Like time trends in health and functioning [3,4,5,6], symptom burden shows a decreasing trend in our study cohorts over the last 3 decades. Similarly, the Charlson comorbidity index has decreased in the cohorts from 1999 to 2019. However, the change in the number of diagnosed diseases and various symptoms does not automatically imply a reduction or increase in morbidity. The detection of diseases varies in time not only according to diagnostic methods and their availability but also with the introduction of preventive and therapeutic novelties (e.g., in cardiovascular diseases, osteoporosis, pain, and dementia) or lack of them.

We have recently shown that symptom burden is linearly associated with PWB [10]. In this study, we confirm this finding for both women and men separately and show that men enjoy higher levels of PWB up to severe levels of symptom burden. Our finding is in line with previous research showing that women report more symptoms and use healthcare services more frequently than men [22]. More research is needed to explain this difference.
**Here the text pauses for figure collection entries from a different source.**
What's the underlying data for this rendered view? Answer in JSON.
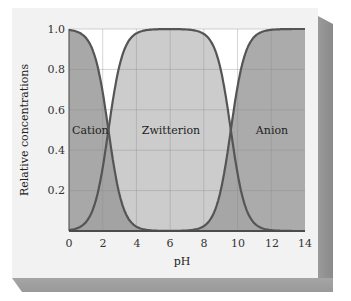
{
  "chart_data": {
    "type": "area",
    "title": "",
    "xlabel": "pH",
    "ylabel": "Relative concentrations",
    "xlim": [
      0,
      14
    ],
    "ylim": [
      0,
      1.0
    ],
    "x_ticks": [
      "0",
      "2",
      "4",
      "6",
      "8",
      "10",
      "12",
      "14"
    ],
    "y_ticks": [
      "0.2",
      "0.4",
      "0.6",
      "0.8",
      "1.0"
    ],
    "grid": true,
    "pKa": [
      2.34,
      9.6
    ],
    "series": [
      {
        "name": "Cation",
        "description": "fraction falls from 1.0 at pH 0 to 0.5 at pH≈2.3 and ~0 by pH≈4",
        "x": [
          0,
          1,
          2,
          2.34,
          3,
          4,
          5
        ],
        "values": [
          1.0,
          0.96,
          0.69,
          0.5,
          0.18,
          0.02,
          0.0
        ],
        "color": "#9e9e9e"
      },
      {
        "name": "Zwitterion",
        "description": "rises from 0 to 1.0 between pH 2 and 5, plateau 1.0 to pH≈7.5, falls to 0 by pH≈12",
        "x": [
          0,
          1,
          2,
          2.34,
          3,
          4,
          5,
          6,
          7,
          8,
          9,
          9.6,
          10,
          11,
          12
        ],
        "values": [
          0.0,
          0.04,
          0.31,
          0.5,
          0.82,
          0.98,
          1.0,
          1.0,
          1.0,
          0.97,
          0.8,
          0.5,
          0.28,
          0.04,
          0.0
        ],
        "color": "#c8c8c8"
      },
      {
        "name": "Anion",
        "description": "rises from ~0 at pH≈7.5 to 0.5 at pH≈9.6 and ~1.0 by pH≈12",
        "x": [
          7,
          8,
          9,
          9.6,
          10,
          11,
          12,
          13,
          14
        ],
        "values": [
          0.0,
          0.03,
          0.2,
          0.5,
          0.72,
          0.96,
          1.0,
          1.0,
          1.0
        ],
        "color": "#a3a3a3"
      }
    ],
    "annotations": [
      {
        "text": "Cation",
        "x": 0.9,
        "y": 0.5
      },
      {
        "text": "Zwitterion",
        "x": 6,
        "y": 0.5
      },
      {
        "text": "Anion",
        "x": 12.5,
        "y": 0.5
      }
    ]
  },
  "labels": {
    "xlabel": "pH",
    "ylabel": "Relative concentrations",
    "cation": "Cation",
    "zwitterion": "Zwitterion",
    "anion": "Anion",
    "x_ticks": [
      "0",
      "2",
      "4",
      "6",
      "8",
      "10",
      "12",
      "14"
    ],
    "y_ticks": [
      "0.2",
      "0.4",
      "0.6",
      "0.8",
      "1.0"
    ]
  },
  "colors": {
    "cation_fill": "#9e9e9e",
    "zwitterion_fill": "#c9c9c9",
    "anion_fill": "#a2a2a2",
    "curve_stroke": "#555555",
    "grid": "#888888",
    "plot_bg": "#ffffff",
    "card_bg": "#f2f2f2"
  }
}
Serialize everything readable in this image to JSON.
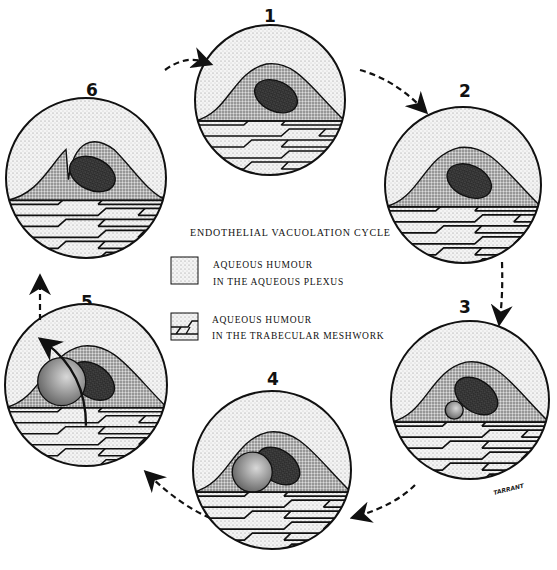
{
  "figure": {
    "title": "ENDOTHELIAL VACUOLATION CYCLE",
    "signature": "TARRANT",
    "stages": [
      {
        "number": "1",
        "description": "Endothelial cell with nucleus, no vacuole"
      },
      {
        "number": "2",
        "description": "Small indentation forms on basal surface"
      },
      {
        "number": "3",
        "description": "Small vacuole forms, opening to trabecular side"
      },
      {
        "number": "4",
        "description": "Large vacuole opening to trabecular meshwork"
      },
      {
        "number": "5",
        "description": "Vacuole opens to both sides; flow arrow through cell"
      },
      {
        "number": "6",
        "description": "Cell returns toward resting state"
      }
    ],
    "legend": [
      {
        "pattern": "dotted",
        "line1": "AQUEOUS HUMOUR",
        "line2": "IN THE AQUEOUS PLEXUS"
      },
      {
        "pattern": "meshwork",
        "line1": "AQUEOUS HUMOUR",
        "line2": "IN THE TRABECULAR MESHWORK"
      }
    ],
    "cycle_direction": "clockwise"
  }
}
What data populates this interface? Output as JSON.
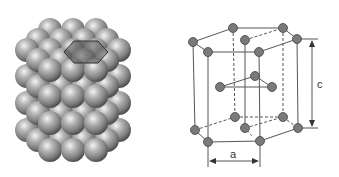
{
  "figure": {
    "left": {
      "title": "HCP sphere packing model",
      "sphere_color": "#9a9a9a",
      "highlight_hexagon_color": "#505050"
    },
    "right": {
      "title": "HCP unit cell",
      "atom_color": "#7a7a7a",
      "line_color": "#555555",
      "labels": {
        "a": "a",
        "c": "c"
      }
    }
  }
}
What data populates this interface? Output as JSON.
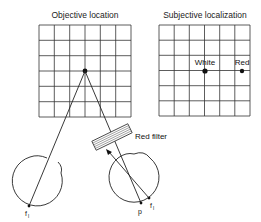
{
  "diagram": {
    "left_panel": {
      "title": "Objective location",
      "grid": {
        "rows": 6,
        "cols": 6
      }
    },
    "right_panel": {
      "title": "Subjective localization",
      "grid": {
        "rows": 6,
        "cols": 6
      },
      "points": [
        {
          "label": "White"
        },
        {
          "label": "Red"
        }
      ]
    },
    "filter": {
      "label": "Red filter",
      "color_name": "red"
    },
    "left_eye": {
      "point_label": "f",
      "point_sub": "l"
    },
    "right_eye": {
      "point_p_label": "p",
      "point_f_label": "f",
      "point_f_sub": "l"
    },
    "colors": {
      "ink": "#222222",
      "background": "#ffffff"
    }
  }
}
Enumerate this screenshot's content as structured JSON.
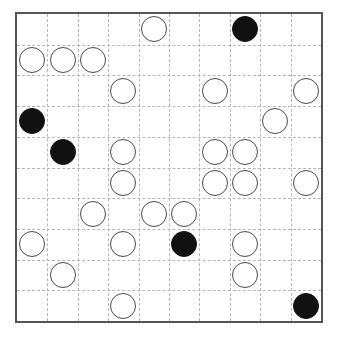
{
  "board": {
    "title": "Go board position diagram",
    "rows": 10,
    "columns": 10,
    "cell_size_px": 30.7,
    "border_color": "#555555",
    "grid_line_color": "#b6b6b6",
    "grid_line_style": "dashed",
    "background_color": "#ffffff",
    "black_stone_color": "#111111",
    "white_stone_color": "#ffffff",
    "white_stone_outline_color": "#4a4a4a",
    "stone_diameter_px": 26,
    "counts": {
      "black": 6,
      "white": 25,
      "total": 31,
      "empty": 69
    },
    "stones": [
      {
        "row": 0,
        "col": 4,
        "color": "white"
      },
      {
        "row": 0,
        "col": 7,
        "color": "black"
      },
      {
        "row": 1,
        "col": 0,
        "color": "white"
      },
      {
        "row": 1,
        "col": 1,
        "color": "white"
      },
      {
        "row": 1,
        "col": 2,
        "color": "white"
      },
      {
        "row": 2,
        "col": 3,
        "color": "white"
      },
      {
        "row": 2,
        "col": 6,
        "color": "white"
      },
      {
        "row": 2,
        "col": 9,
        "color": "white"
      },
      {
        "row": 3,
        "col": 0,
        "color": "black"
      },
      {
        "row": 3,
        "col": 8,
        "color": "white"
      },
      {
        "row": 4,
        "col": 1,
        "color": "black"
      },
      {
        "row": 4,
        "col": 3,
        "color": "white"
      },
      {
        "row": 4,
        "col": 6,
        "color": "white"
      },
      {
        "row": 4,
        "col": 7,
        "color": "white"
      },
      {
        "row": 5,
        "col": 3,
        "color": "white"
      },
      {
        "row": 5,
        "col": 6,
        "color": "white"
      },
      {
        "row": 5,
        "col": 7,
        "color": "white"
      },
      {
        "row": 5,
        "col": 9,
        "color": "white"
      },
      {
        "row": 6,
        "col": 2,
        "color": "white"
      },
      {
        "row": 6,
        "col": 4,
        "color": "white"
      },
      {
        "row": 6,
        "col": 5,
        "color": "white"
      },
      {
        "row": 7,
        "col": 0,
        "color": "white"
      },
      {
        "row": 7,
        "col": 3,
        "color": "white"
      },
      {
        "row": 7,
        "col": 5,
        "color": "black"
      },
      {
        "row": 7,
        "col": 7,
        "color": "white"
      },
      {
        "row": 8,
        "col": 1,
        "color": "white"
      },
      {
        "row": 8,
        "col": 7,
        "color": "white"
      },
      {
        "row": 9,
        "col": 3,
        "color": "white"
      },
      {
        "row": 9,
        "col": 9,
        "color": "black"
      }
    ]
  }
}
Symptom burden is associated with prognosis and wellbeing [10] and, therefore, plays a significant role in older people’s quality of life and health. It is comforting to see that symptom burden is decreasing in the later born cohorts at the same time as comorbidities and depressive symptoms have decreased. Our results suggest prolonged wellbeing in the aging population.

This study has the following strengths. First, we have collected representative cohort data at four time points spanning three decades, making this the first study to analyze time trends in symptom burden. Symptom burden is important since it has independent prognostic significance irrespective of comorbidities [10]. Second, we have targeted an equivalent population in each research round. Third, the same survey instrument was used for all cohorts. The response rate remained good in all rounds, although it reduced from 93% in 1989 to 74% in 2019.
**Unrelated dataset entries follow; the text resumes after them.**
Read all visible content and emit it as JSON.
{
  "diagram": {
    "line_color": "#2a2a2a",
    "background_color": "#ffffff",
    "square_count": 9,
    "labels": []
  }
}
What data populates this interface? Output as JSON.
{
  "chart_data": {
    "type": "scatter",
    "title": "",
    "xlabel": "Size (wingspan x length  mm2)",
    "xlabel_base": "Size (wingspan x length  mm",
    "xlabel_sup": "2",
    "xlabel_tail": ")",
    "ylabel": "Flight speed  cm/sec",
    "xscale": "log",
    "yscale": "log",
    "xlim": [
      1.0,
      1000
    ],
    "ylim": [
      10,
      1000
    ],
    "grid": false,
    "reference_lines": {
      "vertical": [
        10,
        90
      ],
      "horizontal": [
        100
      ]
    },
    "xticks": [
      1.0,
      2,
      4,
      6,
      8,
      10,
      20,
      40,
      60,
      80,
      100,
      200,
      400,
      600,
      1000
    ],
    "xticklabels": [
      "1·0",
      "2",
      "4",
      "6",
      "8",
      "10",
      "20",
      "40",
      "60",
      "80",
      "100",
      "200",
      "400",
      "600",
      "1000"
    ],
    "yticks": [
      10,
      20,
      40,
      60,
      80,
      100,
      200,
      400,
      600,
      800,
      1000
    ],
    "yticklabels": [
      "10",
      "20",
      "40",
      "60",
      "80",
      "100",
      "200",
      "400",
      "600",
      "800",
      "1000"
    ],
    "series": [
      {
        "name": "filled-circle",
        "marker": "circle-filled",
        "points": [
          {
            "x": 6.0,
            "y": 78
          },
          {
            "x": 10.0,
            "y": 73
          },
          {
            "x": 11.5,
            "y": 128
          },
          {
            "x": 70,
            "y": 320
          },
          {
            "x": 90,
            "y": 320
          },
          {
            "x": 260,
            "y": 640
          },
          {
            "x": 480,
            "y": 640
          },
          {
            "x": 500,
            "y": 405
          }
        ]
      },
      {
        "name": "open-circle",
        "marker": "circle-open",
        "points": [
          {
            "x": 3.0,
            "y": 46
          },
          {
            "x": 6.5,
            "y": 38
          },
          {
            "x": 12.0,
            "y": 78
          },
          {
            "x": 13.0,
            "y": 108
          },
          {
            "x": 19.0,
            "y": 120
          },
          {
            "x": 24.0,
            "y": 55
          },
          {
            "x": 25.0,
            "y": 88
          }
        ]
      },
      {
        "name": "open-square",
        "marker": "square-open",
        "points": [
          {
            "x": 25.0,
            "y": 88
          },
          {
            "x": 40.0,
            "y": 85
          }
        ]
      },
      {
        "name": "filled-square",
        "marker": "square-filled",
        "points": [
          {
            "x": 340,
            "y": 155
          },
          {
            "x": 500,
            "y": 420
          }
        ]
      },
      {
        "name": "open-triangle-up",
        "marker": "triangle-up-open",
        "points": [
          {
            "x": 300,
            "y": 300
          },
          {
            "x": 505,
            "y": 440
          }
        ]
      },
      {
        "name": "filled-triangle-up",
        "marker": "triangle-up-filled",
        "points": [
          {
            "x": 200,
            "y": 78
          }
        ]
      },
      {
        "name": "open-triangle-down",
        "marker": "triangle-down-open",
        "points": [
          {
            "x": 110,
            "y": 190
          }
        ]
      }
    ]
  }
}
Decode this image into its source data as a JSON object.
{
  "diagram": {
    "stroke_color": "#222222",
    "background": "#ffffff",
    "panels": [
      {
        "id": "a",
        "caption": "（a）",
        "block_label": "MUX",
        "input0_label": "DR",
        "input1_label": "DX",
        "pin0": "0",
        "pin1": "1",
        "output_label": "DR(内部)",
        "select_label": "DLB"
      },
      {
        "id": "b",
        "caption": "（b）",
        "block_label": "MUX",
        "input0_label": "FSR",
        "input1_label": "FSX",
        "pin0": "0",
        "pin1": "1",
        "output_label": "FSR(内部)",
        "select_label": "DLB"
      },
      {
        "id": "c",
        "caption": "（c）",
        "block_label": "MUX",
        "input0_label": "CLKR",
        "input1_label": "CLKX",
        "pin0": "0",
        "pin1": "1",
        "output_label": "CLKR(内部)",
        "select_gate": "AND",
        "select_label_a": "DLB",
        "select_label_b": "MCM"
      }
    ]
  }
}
The study also has weaknesses. We have looked at cross-sectional data of independent, separate samples, and, therefore, cannot draw conclusions on causality. The symptom scale does not take into account the severity of symptoms, only their frequency. In addition, the inquired symptoms cannot be directly connected to diseases. Instead, we wanted to explore older people’s subjective experiences which have been shown to be relevant as regards prognosis in prior studies [8,9,10,11]. The age and sex distributions in each research round were different with a higher percentage of oldest-old participants and men in the most recent rounds. However, the overall decreasing trend in symptom burden remained significant even when adjusting for age, sex, and comorbidities. We have only looked at home-dwelling older people, which constitutes a possible bias. Significantly fewer older people enter institutionalized care now than in the late twentieth century, as more assistive services are increasingly brought to homes. This can explain the higher prevalence of dementia among community-dwelling older people in 2019 than in 1999 and 2009. Finally, various confounding factors can be observed at different points of time: societal changes may affect people’s attitudes toward their health and physical symptoms, advances in assistive devices and living conditions may affect how people perceive their health and symptoms, and diagnostic intensity may be the main determinant of the number of diagnoses a person gets.

Conclusion

We conclude that a decreasing trend in symptom burden can be seen for 75- and 80-year-old cohorts for both women and men from 1989 to 2019. This is the first study to report time trends in symptom burden among community-dwelling older people, and more research is needed to confirm this finding in other populations. Furthermore, we show that older men have, on average, better PWB than older women up to high levels of symptom burden. More research is needed to explore ways to support psychological wellbeing, especially for aging women.